Book Review: Ten Thousand Stitches is a Grounded, Thoughtful Take on the Cinderella Story

With the Cinderella story told and retold as often as it is, it must be a daunting task for writers to find a new way to spin it. It’s one that’s told so often that the retellings become less about the overall story, and more about the details that will inevitably set it apart. In the case of Olivia Atwater’s Ten Thousand Stitches, its those details that make it one of the more unexpectedly romantic retellings out there.

Effie Reeves has fallen in love with Benedict Ashbrooke, the brother of the man in whose house she works as a maid. This poses just a slight problem since housemaids don’t tend to marry that far above their station. 

Enter Lord Blackthorn, a faerie who is keen to learn all he can about the English, and to grow to be as virtuous as possible. He offers Effie a deal: she has 101 days to make Benedict fall in love with her and ask for her hand in marriage, with Blackthorn’s assistance. If she doesn’t manage, then she must return with him to faerie to serve as his maid.

Blackthorn is as good as his word, and really does do his best to help Effie out where he can. But his inexperience with the human realm means he usually winds up causing more harm than good. 

Threaded throughout Effie and Blackthorn’s mission, much as in Atwater’s first book Half a Soul, is a particularly pointed commentary on the nature of class struggle and an individuals relative personhood. The staff of the household in which Effie works are seen as barely human by their employers: their names are interchangeable, if not outright forgotten, and the burden of work they are given is barely spared a second thought. Naturally this angers all of them, but helpless as they feel in their stations, the anger is turned inward at each other instead of outwards to the cause of their suffering. 

This book might be set in the Regency era, but it’s hard to imagine Atwater didn’t have more contemporary examples and frustrations in mind, as anger so all-consuming is rarely aimed in the right direction. 

Effie is rather angry herself, and she learns that heers is so powerful it affects others around her, infusing itself in the stitchwork she is so well-regarded for. But where she sees it as a burden, Blackthorn sees it for the asset it is, and never once faults her for it. Much like in Half a Soul, personality traits that would be dismissed as undesirable are instead taken as part of what makes someone who they are, and Blackthorn loves Effie no less for her fury. 

Really, what makes a Cinderella story stand out to me is when Cinderella and her prince have more than 10 seconds to get to know one another. This is probably why I was rooting so hard for Effie and Blackthorn from the outset. They take the time to get to know one another, they appreciate the flaws in each other, and they genuinely seem to like each other? Wild, I know. I must just have a soft spot for a well-meaning dorky man and the angry, spitfire woman he loves who loves him back.

Ten Thousand Stitches is available now. Special thank you to Orbit Books for the advance copy for review purposes.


- _What this task involves_: The task here is to set down every line of the listing exactly.

- _Entries supplied_:
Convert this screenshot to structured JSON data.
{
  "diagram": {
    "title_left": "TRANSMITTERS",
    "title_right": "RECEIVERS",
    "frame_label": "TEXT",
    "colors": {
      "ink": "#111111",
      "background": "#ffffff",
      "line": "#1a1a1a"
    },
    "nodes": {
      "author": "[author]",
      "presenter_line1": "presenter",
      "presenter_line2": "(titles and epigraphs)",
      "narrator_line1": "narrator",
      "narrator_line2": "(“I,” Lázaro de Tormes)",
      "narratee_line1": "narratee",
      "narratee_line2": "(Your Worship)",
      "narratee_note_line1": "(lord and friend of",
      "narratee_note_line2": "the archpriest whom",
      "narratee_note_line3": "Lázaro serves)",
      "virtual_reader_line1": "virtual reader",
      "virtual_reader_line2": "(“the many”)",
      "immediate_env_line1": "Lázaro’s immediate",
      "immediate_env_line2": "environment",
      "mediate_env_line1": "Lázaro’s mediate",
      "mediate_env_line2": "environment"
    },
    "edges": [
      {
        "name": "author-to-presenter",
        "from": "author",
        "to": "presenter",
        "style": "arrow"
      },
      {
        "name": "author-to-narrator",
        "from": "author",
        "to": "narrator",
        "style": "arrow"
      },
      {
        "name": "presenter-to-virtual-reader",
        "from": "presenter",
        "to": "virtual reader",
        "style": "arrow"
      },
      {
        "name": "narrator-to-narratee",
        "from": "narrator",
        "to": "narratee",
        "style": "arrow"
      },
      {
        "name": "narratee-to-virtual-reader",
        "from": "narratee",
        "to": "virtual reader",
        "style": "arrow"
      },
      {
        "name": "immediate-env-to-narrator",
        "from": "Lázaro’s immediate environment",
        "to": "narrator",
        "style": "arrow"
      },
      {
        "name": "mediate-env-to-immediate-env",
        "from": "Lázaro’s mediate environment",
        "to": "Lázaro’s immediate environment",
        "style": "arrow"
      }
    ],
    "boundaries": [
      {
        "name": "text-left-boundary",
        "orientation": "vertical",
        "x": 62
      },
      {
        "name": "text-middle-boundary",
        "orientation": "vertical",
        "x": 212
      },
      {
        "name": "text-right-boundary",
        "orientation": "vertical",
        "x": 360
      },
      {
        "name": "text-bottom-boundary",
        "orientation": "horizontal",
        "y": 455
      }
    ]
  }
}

- _The completed task_:
Convert this screenshot to structured JSON data.
{
  "diagram": {
    "title_left": "TRANSMITTERS",
    "title_right": "RECEIVERS",
    "frame_label": "TEXT",
    "colors": {
      "ink": "#111111",
      "background": "#ffffff",
      "line": "#1a1a1a"
    },
    "nodes": {
      "author": "[author]",
      "presenter_line1": "presenter",
      "presenter_line2": "(titles and epigraphs)",
      "narrator_line1": "narrator",
      "narrator_line2": "(“I,” Lázaro de Tormes)",
      "narratee_line1": "narratee",
      "narratee_line2": "(Your Worship)",
      "narratee_note_line1": "(lord and friend of",
      "narratee_note_line2": "the archpriest whom",
      "narratee_note_line3": "Lázaro serves)",
      "virtual_reader_line1": "virtual reader",
      "virtual_reader_line2": "(“the many”)",
      "immediate_env_line1": "Lázaro’s immediate",
      "immediate_env_line2": "environment",
      "mediate_env_line1": "Lázaro’s mediate",
      "mediate_env_line2": "environment"
    },
    "edges": [
      {
        "name": "author-to-presenter",
        "from": "author",
        "to": "presenter",
        "style": "arrow"
      },
      {
        "name": "author-to-narrator",
        "from": "author",
        "to": "narrator",
        "style": "arrow"
      },
      {
        "name": "presenter-to-virtual-reader",
        "from": "presenter",
        "to": "virtual reader",
        "style": "arrow"
      },
      {
        "name": "narrator-to-narratee",
        "from": "narrator",
        "to": "narratee",
        "style": "arrow"
      },
      {
        "name": "narratee-to-virtual-reader",
        "from": "narratee",
        "to": "virtual reader",
        "style": "arrow"
      },
      {
        "name": "immediate-env-to-narrator",
        "from": "Lázaro’s immediate environment",
        "to": "narrator",
        "style": "arrow"
      },
      {
        "name": "mediate-env-to-immediate-env",
        "from": "Lázaro’s mediate environment",
        "to": "Lázaro’s immediate environment",
        "style": "arrow"
      }
    ],
    "boundaries": [
      {
        "name": "text-left-boundary",
        "orientation": "vertical",
        "x": 62
      },
      {
        "name": "text-middle-boundary",
        "orientation": "vertical",
        "x": 212
      },
      {
        "name": "text-right-boundary",
        "orientation": "vertical",
        "x": 360
      },
      {
        "name": "text-bottom-boundary",
        "orientation": "horizontal",
        "y": 455
      }
    ]
  }
}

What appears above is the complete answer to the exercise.